The problem of practice...

Our school district has started down the path of Instructional Rounds (IR).  So far I am excited about what this will mean for our school.  For those that do not know, Instructional Rounds is a process adapted from the medical rounds model by Dr. Richard Elmore.  The overall practice takes into consideration the problem of practice in a school, then take the data obtained through unbiased observation, derive a conclusion, and come up with a plan of action to direct what goes on in the classroom.  You can find more about it from the book Instructional Rounds in Education A Network Approach to Improving Teaching and Learning by Elizabeth A. City, Richard F. Elmore, Sarah E. Fiarman, and Lee Teitel, or read Elena Aguilar's great overview on her blog.

Instructional Rounds Steps
The value that IR brings to a school, is that it can help identify more clearly a problem of practice in the classroom.  The focus of IR is on the teaching and the task at hand and not the teacher.  By getting focus off of the teacher, and by including teachers in the process, the school can come to a conclusion that is derived from data, instead of opinion.  It is the concept of the task at hand that really appeals to me.  What task are we asking students to do?  At what level of learning do the students complete the tasks?  The answers we found are allowing to focus in on what is really important to us as a school.  It is helping us to understand that there needs to be a level of higher order thought process in our schools.

Common Core (CCSS) is just around the corner and there are a lot of talk surrounding the implementation of CCSS. The more I get to know about CCSS, the more I come to understand that it is ultimately about the tasks that the student will be doing that will require a higher order thinking process.    That students will have to learn to develop critical and creative thinking skills, that they will have to communicate and collaborate with others.  Implementing CCSS, means that teachers will have to change how they teach in their classrooms.  This is a big change for most teachers,  as for the last eight years, most teachers have been told to teach a specific way, when to teach it, and how to evaluate it.  In the race for standardize tests, we have dummied down our students to become recall level thinkers.  We have not prepared them for their own future.

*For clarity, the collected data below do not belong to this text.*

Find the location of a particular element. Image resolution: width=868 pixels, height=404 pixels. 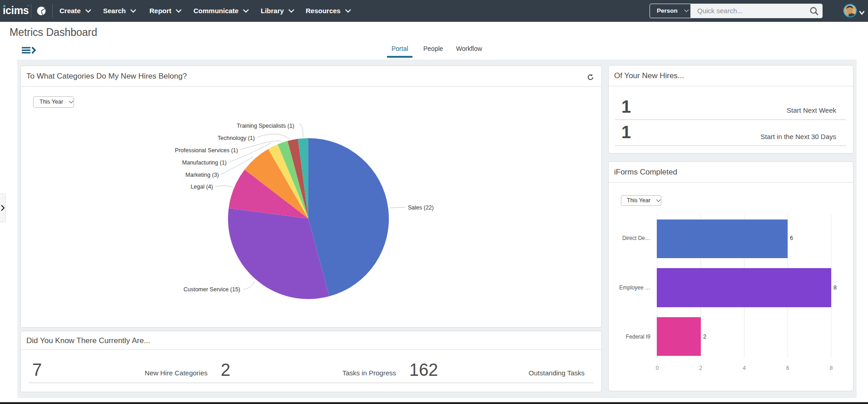

svg-text: Manufacturing (1) is located at coordinates (204, 163).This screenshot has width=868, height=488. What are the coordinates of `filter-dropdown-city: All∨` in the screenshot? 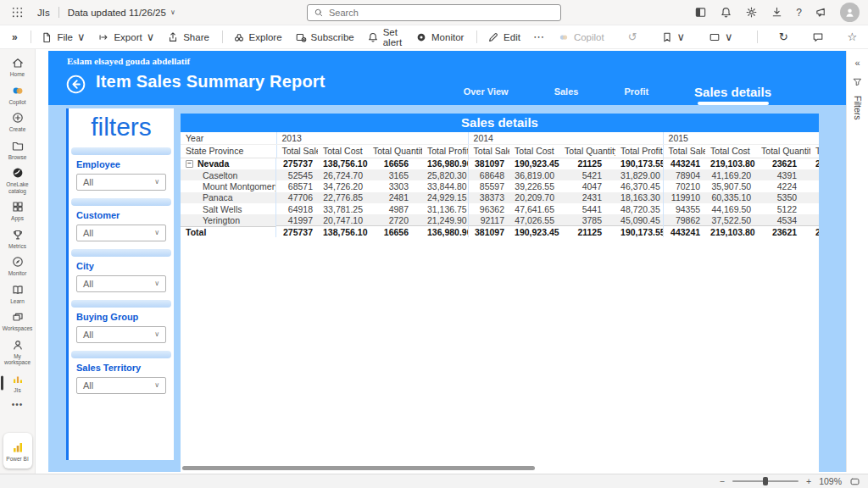 It's located at (121, 284).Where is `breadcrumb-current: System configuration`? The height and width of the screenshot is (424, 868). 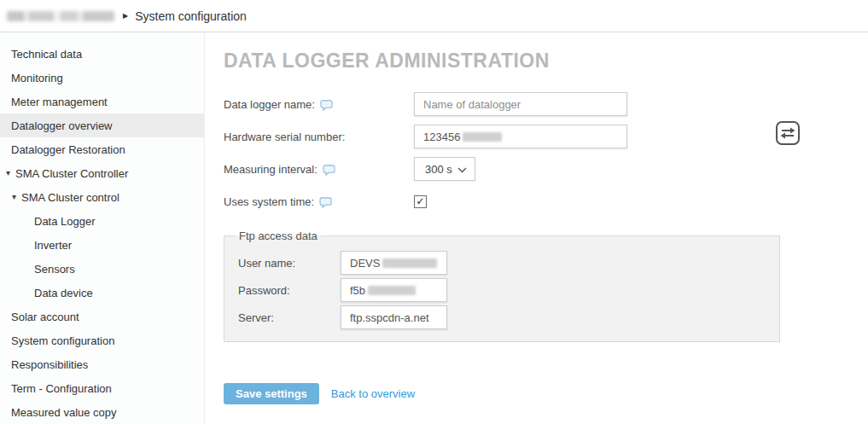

This is why I believe that IR should be part of any school districts CCSS implementation.  If administrators and teachers do not understand what is happening in the classroom, they will have a harder time implementing the changes that CCSS requires.  We have to be able to evaluate unbiased observable data in the classroom to gauge if any one strategy is working or not.  Change needs to be managed, IR provides a feedback process that is backed by research, and it is the feedback process that is needed to provide for better control over the implementation of change.